Section outline

    • Part 1 Devised piece (40 marks) - Example 1

      The video recording quality of these performances are poor. It is important to create good quality video evidence of performances for every candidate in the sample you send to Cambridge. We have created a guide to filming better videos and teachers are advised to watch this guide before filming evidence for Cambridge.

      • Devised piece - 'Meet the Hastings'


      show/hide  Commentary on devised piece

      The piece lasts for approximately 16 minutes.

      The devised piece with four performers is an ensemble in the style of Steven Berkoff, titled "Meet the Hastings", focused on a physical satirical representation of a wealthy family.
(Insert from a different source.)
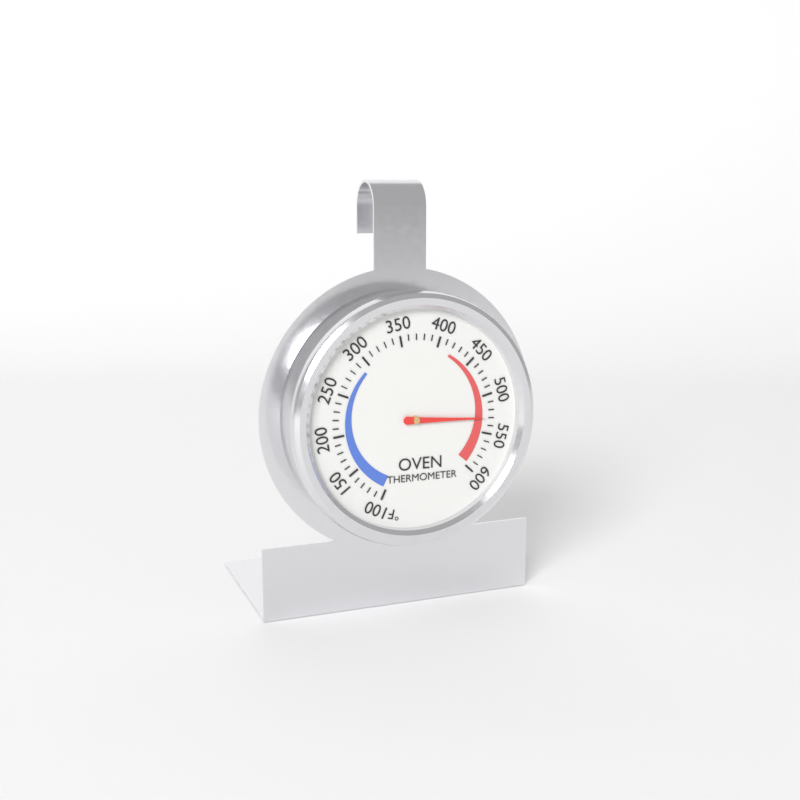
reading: 530 °F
There are echoes of Berkoff's Decadence in the subject matter; and the centre acknowledges in the marking that that their candidates pursued Berkoff's social preoccupations. The piece begins with the family in a stacked position using typically minimal staging, in this case two desks stacked on top of one another; a stage and a floor area, providing two levels for performance, and a screen for projection. All other furniture is created by use of the actors' bodies, as is typical of Berkoff's Total Theatre. The family stack position represents a hierarchy, father at top, mother below and the two daughters below; this is the default position to which they return between episodes. They begin by asking what the father has been doing, then shift to a physical representation of his car sales business and a poor family seeking to buy a car. This is followed by the representation of a family car trip to Devon, (a holiday area). The representation of a car evokes the motorcycle scene in Berkoff's  East but is sufficiently different to be considered original devising. This is followed by another family scene, discussing the daughters' complaints about their privileged school, which becomes an ensemble chant and a dance. The return to the family stack positioning gives rise to a scene which plays out a scene of one of the daughters at ballet class, in which a poor ballet student is introduced and physically humiliated by the frightening ballet teacher and the class; culminating in the shock and outrage played out when the poor girl is drinking from the wealthy girl's water bottle.
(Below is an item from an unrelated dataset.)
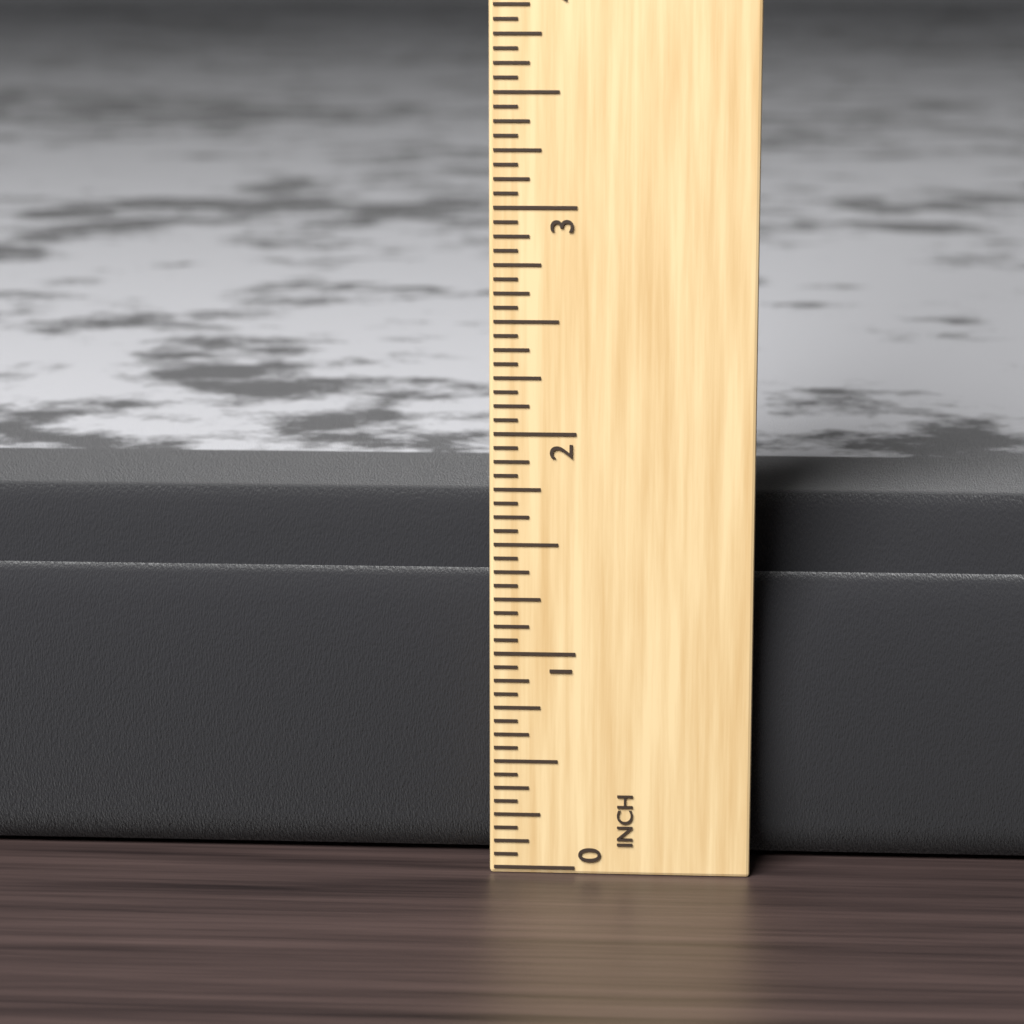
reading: 1.6250 in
      Returning to the family stack position, the next scene introduced is the mother's plastic surgery, conducted in physical theatre behind a white sheet. There is projection of a representation of the mother's face behind the group action. As film, this is not assessed and is something of an additional element to the essential action. The group represent her being both brought in for surgery and being wheeled out with a grotesque face after 'the procedure' and no longer able to speak normally and unable to close her mouth, with a face now somewhat reminiscent of Munch's The Scream. The restaurant scene which follows is perhaps somewhat reminiscent of dining scenes in Berkoff's own work, and is a representation of excess, typical of Berkoff's work. The final scene, after the family return home after over-eating at the restaurant only to be horrified to discover the poor girl is now a neighbour, is a series of describing waking moments for the girl and the father character, clearly an overtly intended reference to the opening of Berkoff's adaptation of Kafka's Metamorphosis. The piece ends with an ensemble representation of greed personified as an all-consuming monster.